▶ **To do**: After finding the line with "Identify the location" in the entries below, retype exactly each line from there through the line with "The height and", including that final line.
*** Opening of Provided data ***
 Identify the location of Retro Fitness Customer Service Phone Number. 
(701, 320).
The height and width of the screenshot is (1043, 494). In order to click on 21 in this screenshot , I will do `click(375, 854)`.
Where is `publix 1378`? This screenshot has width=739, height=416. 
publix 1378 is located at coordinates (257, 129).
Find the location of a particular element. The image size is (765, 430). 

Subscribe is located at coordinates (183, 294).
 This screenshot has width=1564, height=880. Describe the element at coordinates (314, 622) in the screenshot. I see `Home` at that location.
*** Close of Provided data ***
*** Opening of Provided data ***
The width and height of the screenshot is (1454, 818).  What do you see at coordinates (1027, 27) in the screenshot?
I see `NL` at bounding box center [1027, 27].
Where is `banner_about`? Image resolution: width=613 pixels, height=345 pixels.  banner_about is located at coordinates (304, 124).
*** Close of Provided data ***
▶ **Finished task**:
 Identify the location of Retro Fitness Customer Service Phone Number. 
(701, 320).
The height and width of the screenshot is (1043, 494). In order to click on 21 in this screenshot , I will do `click(375, 854)`.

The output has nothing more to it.